28 28 Impossibility Result Theorem. There is no DAP implementation with invisible & wait-free read-only transactions of an opaque TM Proof utilizes the notion of a flippable execution, used to prove lower bounds for atomic snapshot objects [Attiya, Ellen & Fatourou]

29 29 Flippable Execution w/ 2 Updaters p1p1 p2p2 q s 1 … s l-1 s l … s k U 1 … U l … U 0 … U l-1 … U k A complete transaction in which p 1 writes l-1 to X 1 A read-only transaction by q that reads X 1, X 2 EkEk

30 30 Flippable Execution w/ 2 Updaters p1p1 p2p2 q s 1 … s l-1 s l … s k U 1 … U l … U 0 … U l-1 … U k EkEk Indistinguishable from executions where the order of (each pair of) updates is flipped… In one of two ways (forward and backward).

31 31 Flippable Execution: Forward Flip p1p1 p2p2 q s 1 … s l-1 s l … s k U 1 … U l … U 0 … U l-1 … U k EkEk

32 32 Flippable Execution: Forward Flip p1p1 p2p2 q s 1 … s l-1 s l … s k U 1 … U l … U 0 … U l-1 … U k Forward Flip

33 33 Flippable Execution: Forward Flip p1p1 p2p2 q s 1 … s l-1 s l … s k U 1 … U l … U 0 … U l-1 … U k EkEk p1p1 p2p2 q s 1 … s l-1 s l … s k U 1 … U l … U 0 … U l-1 … U k Forward Flip

34 34 Flippable Execution: Backward Flip p1p1 p2p2 q s 1 … s l-1 s l … s k U 1 … U l … U 0 … U l-1 … U k EkEk

35 35 Flippable Execution: Backward Flip p1p1 p2p2 q s 1 … s l-1 s l … s k U 1 … U l … U 0 … U l-1 … U k Backward Flip

36 36 Flippable Execution: Backward Flip p1p1 p2p2 q s 1 … s l-1 s l … s k U 1 … U l … U 0 … U l-1 … U k EkEk p1p1 p2p2 q s 1 … s l-1 s l … s k U 1 … U l … U 0 … U l-1 … U k Backward Flip

37 37 Lemma 1 The read-only transaction of q cannot terminate successfully Relies on strict serializabitly  Any history is equivalent to a sequential history of the same set of transactions (a serialization)  The serialization must preserve the real-time order of (non-overlapping) transactions Why Flippable Executions?
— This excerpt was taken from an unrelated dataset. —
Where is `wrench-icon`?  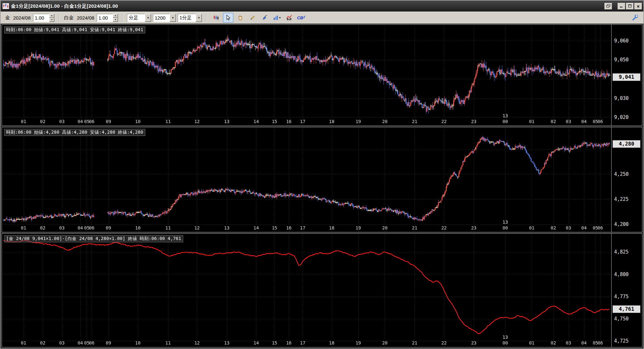
wrench-icon is located at coordinates (635, 18).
38 38 Serialization of E k p1p1 p2p2 q s 1 … s l-1 s l … s k U 1 … U l … U 0 … U l-1 … U k EkEk U 1 … U l …U 0 U l-1 U k Serialization of E k : Possible serialization point Returns (l-1,l-2)
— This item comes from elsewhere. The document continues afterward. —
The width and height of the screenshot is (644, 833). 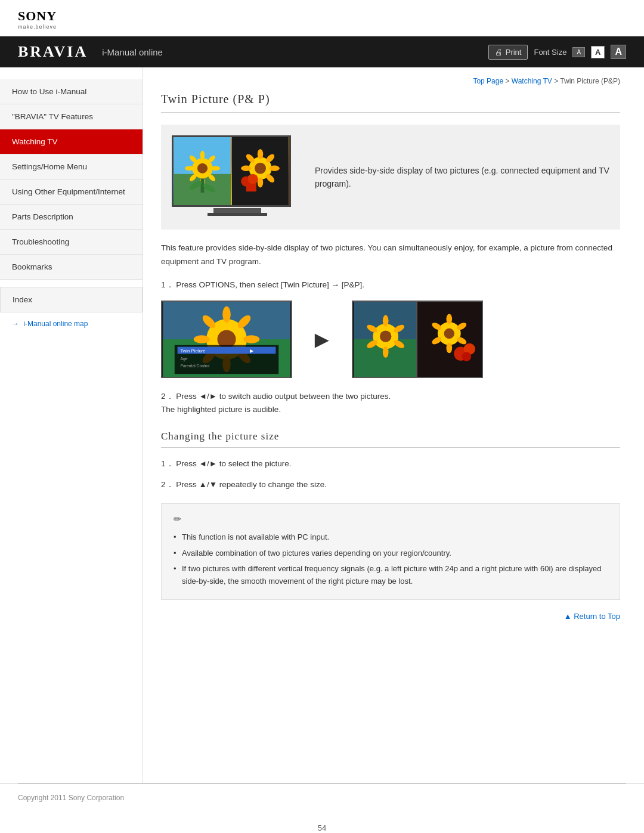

39 39 Nowhere to Serialize p1p1 p2p2 q s 1 … s l-1 s l … s k U 1 … U l … U 0 … U l-1 … U k EkEk U 1 … U l …U 0 U l-1 U k Serialization Returns (l-1,l-2) p1p1 p2p2 q s 1 … s l-1 s l … s k U 1 … U l … U 0 … U l-1 … U k BW Flip Still returns (l-1,l-2) U 1 … U l U l-1 … U k U0U0 Serialization x Indistinguishable from some flip (say, backward) X 1 = l-3 X 2 = l-2 X 1 = l-3 X 2 = l X 1 = l-1 X 2 = l

40 40 Lemma 2 In a DAP TM, two consecutive txs U 1, U 2 from a quiescent configuration, that write to disjoint data sets do not contend on the same base object.
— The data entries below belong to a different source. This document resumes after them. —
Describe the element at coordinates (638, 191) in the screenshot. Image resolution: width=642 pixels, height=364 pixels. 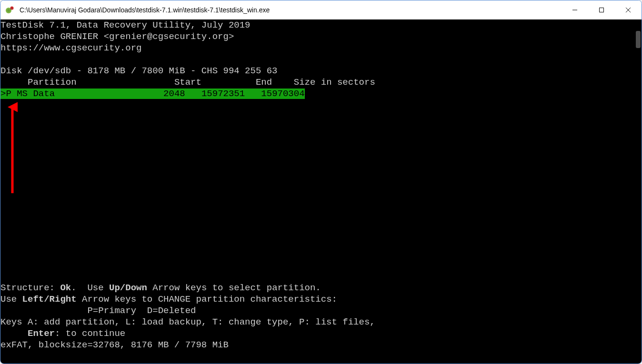
I see `vertical-scrollbar` at that location.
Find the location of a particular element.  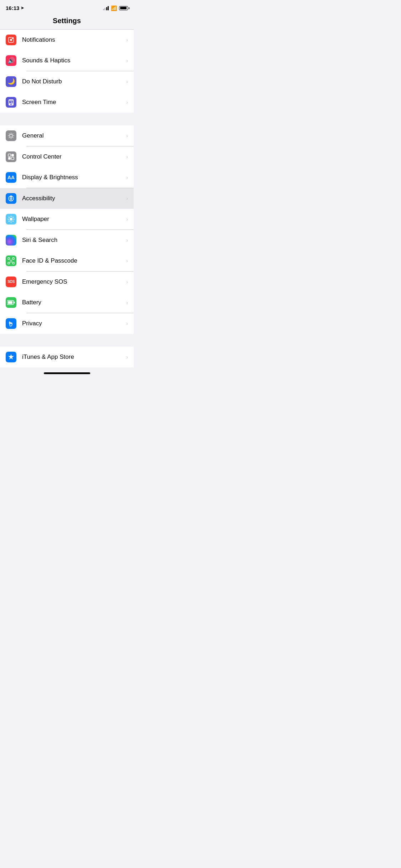

accessibility-chevron: › is located at coordinates (127, 198).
41 41 Proof of Lemma 2 Assume U 1 and U 2 contend on some base object Let o be the last base object accessed by U 1 for which U 2 has a contending access U1U1 C U2U2 Last contending access to o First contending access to o

42 42 Proof of Lemma 2 C U2U2 U1U1 U1 and U2 have disjoint data set and they contend on some base object Not a DAP Implementation U1U1 C U2U2 Last contending access to o First contending access to o

43 43 Completing the Proof Show that a flippable execution exists  The steps of the read-only transaction can be removed (since it is invisible)  Since their data sets are disjoint, transactions U l & U l-1 do not “communicate” (by Lemma 2)  Can be flipped  By Lemma 1, the read-only transaction cannot terminate successfully  If aborts, can apply the same argument again…

44 44 The Assumptions are Necessary Read-only Tx termination Invisible read-only Tx DAPAlgorithm  [Herlihy, Luchangco, Moir & Scherer]  [Avni & Shavit]  [Riegel, Felber & Fetzer] ~~  Harris, Fraser & Pratt]

45 45 Also a Lower Bound A transaction with a data set of size t must write to t-1 base objects

46 46 Sources On the correctness of transactional memory, Rachid Guerraoui, Michal Kapalka, PPOPP 2008 Inherent Limitations on Disjoint-Access Parallel Implementations of Transactional Memory, Hagit Attiya, Eshcar Hillel, and Alessia Milani, TRANSACT 2009 Thank you!